No prizes for guessing where we are. Amazing meal at @ducassesurseine celebrating several important birthdays (friends’ not ours). Forgot how truly spectacular this city is.
I’m thrilled to be the guest in the latest episode of the podcast Patented, hosted by the wonderful @thedallascampbell. Tune in for a fun half hour on the history of the telescope.
Link in bio!!
This is Uranus, the giant ice planet discovered by William Herschel in 1781. Later observers noticed that its orbit didn’t quite match the path predicted by Newton’s laws of gravity. Some hypothesised that another, unknown, planet must be exerting a gravitational pull, diverting Uranus from its predicted orbit. French astronomer LeVerrier calculated where such a planet might be and sent his prediction to the Berlin Observatory in September 1846. That very night, the giant planet Neptune was observed through telescopes for the first time, almost exactly where LeVerrier predicted it would be.
Utterly mind-blowing.
#astronomy#mathematics#telescope#newtonslaw#gravity#historyofastronomy#historyofseeing
German-born siblings William and Caroline Hershel built the Great Forty Foot Telescope in William’s garden in Slough. William was famous for discovering the planet Uranus in 1781, the first new planet discovered since antiquity. During its construction King George III and the Archbishop of Canterbury walked through the tube, the King saying to the cleric: Come my Lord Bishop, I will show you the way to Heaven!’
Share the story of telescopes and other inventions that changed the way we see the world with someone you love this Christmas: A History of Seeing in Eleven Inventions. Link in bio!
#astronomy#historyofseeing#historyofastronomy#telescope#stargazing
In 1655, Christiian Huygens made the first significant new astronomical discovery in nearly 50 years when he viewed the rings of Saturn for the first time through a telescope that was 23 feet long. He continued to experiment with ever larger devices, including one that reached 120 feet!
Ever larger telescopes allowed greater magnification and reduced visual errors, and much bigger ones were to come…
#astronomy#historyofastronomy#huygens#telescope#historyofseeing#stargazing
When Galileo trained his telescope on the night sky he saw things no human being had ever seen before. The Moon was not a smooth, perfect sphere as had been assumed for millennia. It was scarred and pitted like the imperfect Earth. There were four small planets that moved across the sky with Jupiter, changing position as they went. Galileo deduced they were Jupiter’s moons - an astounding conclusion when conventional wisdom still held Earth as the centre of the universe.
As for the stars, there were many, many, many more than anyone had ever imagined.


Line filter on the word "lumo": copy each matching line from the entries.

***** DATA SHOWN

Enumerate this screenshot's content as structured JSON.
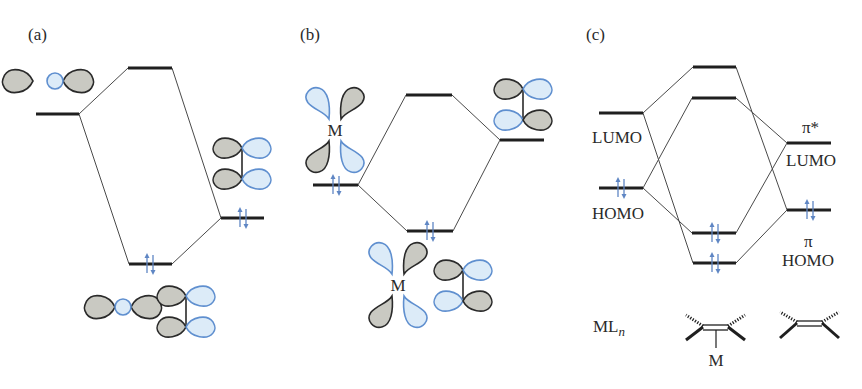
{
  "figure": {
    "panels": [
      {
        "id": "a",
        "label": "(a)",
        "levels": [
          {
            "name": "ligand-sigma-orbital",
            "x1": 36,
            "x2": 79,
            "y": 114,
            "electrons": 0
          },
          {
            "name": "antibonding",
            "x1": 128,
            "x2": 172,
            "y": 68,
            "electrons": 0
          },
          {
            "name": "bonding",
            "x1": 129,
            "x2": 172,
            "y": 264,
            "electrons": 2
          },
          {
            "name": "alkene-pi",
            "x1": 221,
            "x2": 264,
            "y": 218,
            "electrons": 2
          }
        ]
      },
      {
        "id": "b",
        "label": "(b)",
        "metal_label": "M",
        "levels": [
          {
            "name": "metal-d-orbital",
            "x1": 313,
            "x2": 358,
            "y": 185,
            "electrons": 2
          },
          {
            "name": "antibonding",
            "x1": 406,
            "x2": 452,
            "y": 95,
            "electrons": 0
          },
          {
            "name": "bonding",
            "x1": 407,
            "x2": 453,
            "y": 231,
            "electrons": 2
          },
          {
            "name": "alkene-pi-star",
            "x1": 500,
            "x2": 544,
            "y": 140,
            "electrons": 0
          }
        ]
      },
      {
        "id": "c",
        "label": "(c)",
        "left_labels": {
          "lumo": "LUMO",
          "homo": "HOMO"
        },
        "right_labels": {
          "pi_star": "π*",
          "lumo": "LUMO",
          "pi": "π",
          "homo": "HOMO"
        },
        "bottom_labels": {
          "mln_main": "ML",
          "mln_sub": "n",
          "metal": "M"
        },
        "levels": [
          {
            "name": "metal-lumo",
            "x1": 599,
            "x2": 643,
            "y": 113,
            "electrons": 0
          },
          {
            "name": "metal-homo",
            "x1": 599,
            "x2": 643,
            "y": 188,
            "electrons": 2
          },
          {
            "name": "complex-level-1",
            "x1": 693,
            "x2": 736,
            "y": 67,
            "electrons": 0
          },
          {
            "name": "complex-level-2",
            "x1": 692,
            "x2": 736,
            "y": 98,
            "electrons": 0
          },
          {
            "name": "complex-level-3",
            "x1": 692,
            "x2": 736,
            "y": 233,
            "electrons": 2
          },
          {
            "name": "complex-level-4",
            "x1": 693,
            "x2": 736,
            "y": 263,
            "electrons": 2
          },
          {
            "name": "alkene-pi-star-lumo",
            "x1": 787,
            "x2": 831,
            "y": 143,
            "electrons": 0
          },
          {
            "name": "alkene-pi-homo",
            "x1": 787,
            "x2": 831,
            "y": 210,
            "electrons": 2
          }
        ]
      }
    ],
    "colors": {
      "level": "#1f1f1f",
      "connector": "#4a4a4a",
      "lobe_gray": "#c9c9c2",
      "lobe_blue_fill": "#dcebf8",
      "lobe_blue_stroke": "#5f8fcf",
      "electron_arrow": "#5f86c4"
    }
  }
}
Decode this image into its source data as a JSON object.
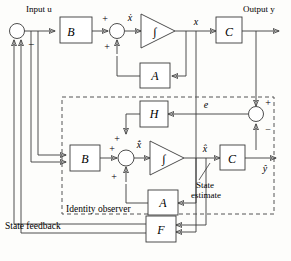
{
  "diagram": {
    "line_color": "#3a3a3a",
    "fill_color": "#ffffff",
    "dashed_color": "#555555"
  },
  "signals": {
    "input": "Input u",
    "output": "Output y",
    "xdot": "ẋ",
    "x": "x",
    "xhatdot": "x̂̇",
    "xhat": "x̂",
    "yhat": "ŷ",
    "error": "e"
  },
  "blocks": {
    "b_plant": "B",
    "a_plant": "A",
    "c_plant": "C",
    "b_obs": "B",
    "a_obs": "A",
    "c_obs": "C",
    "h_gain": "H",
    "f_gain": "F",
    "integrator_plant": "∫",
    "integrator_obs": "∫"
  },
  "annotations": {
    "identity_observer": "Identity observer",
    "state_feedback": "State feedback",
    "state_estimate_line1": "State",
    "state_estimate_line2": "estimate"
  },
  "signs": {
    "input_sum_minus": "−",
    "plant_sum_plus_top": "+",
    "plant_sum_plus_bottom": "+",
    "obs_sum_plus_top": "+",
    "obs_sum_plus_left": "+",
    "obs_sum_plus_bottom": "+",
    "err_sum_plus": "+",
    "err_sum_minus": "−"
  }
}
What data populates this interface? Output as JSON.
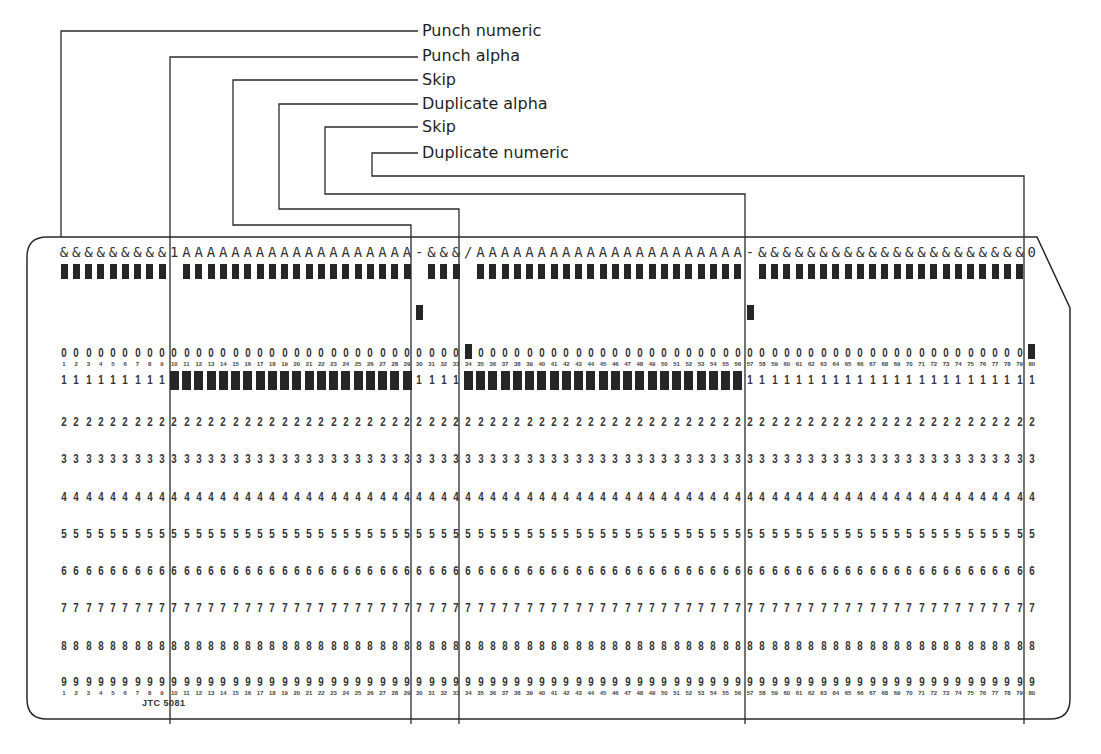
{
  "figure": {
    "labels": [
      {
        "id": "punch-numeric",
        "text": "Punch numeric",
        "columns": [
          1,
          9
        ]
      },
      {
        "id": "punch-alpha",
        "text": "Punch alpha",
        "columns": [
          10,
          29
        ]
      },
      {
        "id": "skip-1",
        "text": "Skip",
        "columns": [
          30,
          33
        ]
      },
      {
        "id": "duplicate-alpha",
        "text": "Duplicate alpha",
        "columns": [
          34,
          56
        ]
      },
      {
        "id": "skip-2",
        "text": "Skip",
        "columns": [
          57,
          79
        ]
      },
      {
        "id": "duplicate-numeric",
        "text": "Duplicate numeric",
        "columns": [
          80,
          80
        ]
      }
    ],
    "card": {
      "printed_header": "&&&&&&&&&1AAAAAAAAAAAAAAAAAAA-&&&/AAAAAAAAAAAAAAAAAAAAAA-&&&&&&&&&&&&&&&&&&&&&&0",
      "columns": 80,
      "row_digits": [
        "0",
        "1",
        "2",
        "3",
        "4",
        "5",
        "6",
        "7",
        "8",
        "9"
      ],
      "stamp": "JTC 5081",
      "field_dividers_after_column": [
        9,
        29,
        33,
        56,
        79
      ],
      "punches": {
        "row_12": [
          1,
          2,
          3,
          4,
          5,
          6,
          7,
          8,
          9,
          11,
          12,
          13,
          14,
          15,
          16,
          17,
          18,
          19,
          20,
          21,
          22,
          23,
          24,
          25,
          26,
          27,
          28,
          29,
          31,
          32,
          33,
          35,
          36,
          37,
          38,
          39,
          40,
          41,
          42,
          43,
          44,
          45,
          46,
          47,
          48,
          49,
          50,
          51,
          52,
          53,
          54,
          55,
          56,
          58,
          59,
          60,
          61,
          62,
          63,
          64,
          65,
          66,
          67,
          68,
          69,
          70,
          71,
          72,
          73,
          74,
          75,
          76,
          77,
          78,
          79
        ],
        "row_11": [
          30,
          57
        ],
        "row_0": [
          34,
          80
        ],
        "row_1": [
          10,
          11,
          12,
          13,
          14,
          15,
          16,
          17,
          18,
          19,
          20,
          21,
          22,
          23,
          24,
          25,
          26,
          27,
          28,
          29,
          34,
          35,
          36,
          37,
          38,
          39,
          40,
          41,
          42,
          43,
          44,
          45,
          46,
          47,
          48,
          49,
          50,
          51,
          52,
          53,
          54,
          55,
          56
        ]
      }
    }
  }
}
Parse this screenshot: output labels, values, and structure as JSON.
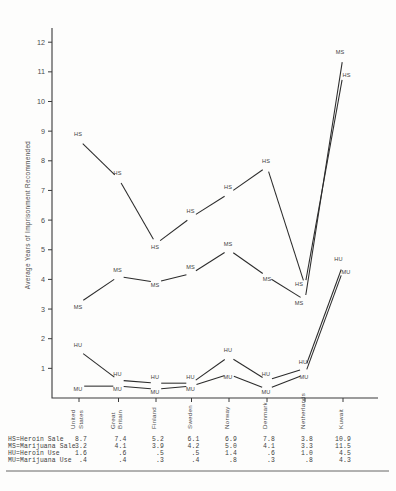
{
  "chart_data": {
    "type": "line",
    "title": "",
    "xlabel": "",
    "ylabel": "Average Years of Imprisonment Recommended",
    "ylim": [
      0,
      12.5
    ],
    "yticks": [
      1,
      2,
      3,
      4,
      5,
      6,
      7,
      8,
      9,
      10,
      11,
      12
    ],
    "grid": false,
    "legend_position": "below-table",
    "categories": [
      "United States",
      "Great Britain",
      "Finland",
      "Sweden",
      "Norway",
      "Denmark",
      "Netherlands",
      "Kuwait"
    ],
    "series": [
      {
        "name": "HS",
        "label": "HS=Heroin Sale",
        "values": [
          8.7,
          7.4,
          5.2,
          6.1,
          6.9,
          7.8,
          3.8,
          10.9
        ]
      },
      {
        "name": "MS",
        "label": "MS=Marijuana Sale",
        "values": [
          3.2,
          4.1,
          3.9,
          4.2,
          5.0,
          4.1,
          3.3,
          11.5
        ]
      },
      {
        "name": "HU",
        "label": "HU=Heroin Use",
        "values": [
          1.6,
          0.6,
          0.5,
          0.5,
          1.4,
          0.6,
          1.0,
          4.5
        ]
      },
      {
        "name": "MU",
        "label": "MU=Marijuana Use",
        "values": [
          0.4,
          0.4,
          0.3,
          0.4,
          0.8,
          0.3,
          0.8,
          4.3
        ]
      }
    ]
  },
  "table": {
    "row_labels": [
      "HS=Heroin Sale",
      "MS=Marijuana Sale",
      "HU=Heroin Use",
      "MU=Marijuana Use"
    ],
    "rows": [
      [
        "8.7",
        "7.4",
        "5.2",
        "6.1",
        "6.9",
        "7.8",
        "3.8",
        "10.9"
      ],
      [
        "3.2",
        "4.1",
        "3.9",
        "4.2",
        "5.0",
        "4.1",
        "3.3",
        "11.5"
      ],
      [
        "1.6",
        ".6",
        ".5",
        ".5",
        "1.4",
        ".6",
        "1.0",
        "4.5"
      ],
      [
        ".4",
        ".4",
        ".3",
        ".4",
        ".8",
        ".3",
        ".8",
        "4.3"
      ]
    ]
  },
  "colors": {
    "ink": "#2b2b2b",
    "axis": "#3a3a3a",
    "paper": "#fdfdfc"
  }
}
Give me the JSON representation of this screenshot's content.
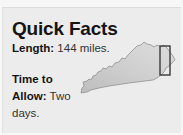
{
  "card": {
    "title": "Quick Facts",
    "facts": [
      {
        "label": "Length:",
        "value": "144 miles."
      },
      {
        "label": "Time to Allow:",
        "value": "Two days."
      }
    ]
  },
  "map": {
    "region": "Kentucky",
    "highlight": "eastern border rectangle",
    "fill_color": "#c9c9c9",
    "outline_color": "#8a8a8a",
    "highlight_color": "#3a3a3a"
  }
}
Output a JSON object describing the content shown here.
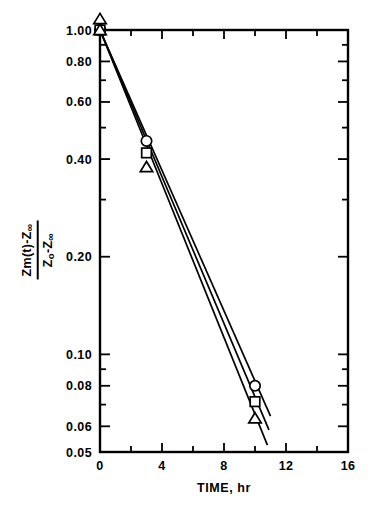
{
  "chart_data": {
    "type": "scatter",
    "title": "",
    "xlabel": "TIME, hr",
    "ylabel_numerator": "Zm(t)-Z",
    "ylabel_numerator_sub": "∞",
    "ylabel_denominator": "Z",
    "ylabel_denominator_sub1": "o",
    "ylabel_denominator_rest": "-Z",
    "ylabel_denominator_sub2": "∞",
    "ylabel_full": "[Zm(t)-Z∞] / [Zo-Z∞]",
    "xscale": "linear",
    "yscale": "log",
    "xlim": [
      0,
      16
    ],
    "ylim": [
      0.05,
      1.0
    ],
    "grid": false,
    "legend": "none",
    "x_ticks_major": [
      0,
      4,
      8,
      12,
      16
    ],
    "x_tick_labels": [
      "0",
      "4",
      "8",
      "12",
      "16"
    ],
    "x_ticks_minor": [
      2,
      6,
      10,
      14
    ],
    "y_ticks_labeled": [
      1.0,
      0.8,
      0.6,
      0.4,
      0.2,
      0.1,
      0.08,
      0.06,
      0.05
    ],
    "y_tick_labels": [
      "1.00",
      "0.80",
      "0.60",
      "0.40",
      "0.20",
      "0.10",
      "0.08",
      "0.06",
      "0.05"
    ],
    "y_ticks_minor": [
      0.9,
      0.7,
      0.5,
      0.3,
      0.09,
      0.07
    ],
    "series": [
      {
        "name": "circle-series",
        "marker": "circle",
        "x": [
          0,
          3,
          10
        ],
        "values": [
          1.0,
          0.455,
          0.08
        ],
        "fit_x": [
          0,
          11.0
        ],
        "fit_y": [
          1.0,
          0.0645
        ]
      },
      {
        "name": "square-series",
        "marker": "square",
        "x": [
          0,
          3,
          10
        ],
        "values": [
          1.0,
          0.418,
          0.0715
        ],
        "fit_x": [
          0,
          10.9
        ],
        "fit_y": [
          1.0,
          0.0585
        ]
      },
      {
        "name": "triangle-series",
        "marker": "triangle",
        "x": [
          0,
          3,
          10
        ],
        "values": [
          1.0,
          0.378,
          0.0635
        ],
        "fit_x": [
          0,
          10.8
        ],
        "fit_y": [
          1.0,
          0.0525
        ]
      }
    ],
    "extra_markers": [
      {
        "marker": "triangle",
        "x": 0,
        "y": 1.08,
        "note": "triangle sits above axis at t=0"
      }
    ],
    "colors": {
      "line": "#000000",
      "marker_edge": "#000000",
      "marker_fill": "#ffffff",
      "axis": "#000000",
      "background": "#ffffff"
    }
  }
}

**********

_OUTPUT FOR THIS EXERCISE:_
          "lumo": "LUMO",
          "lumo": "LUMO",
            "name": "metal-lumo",
            "name": "alkene-pi-star-lumo",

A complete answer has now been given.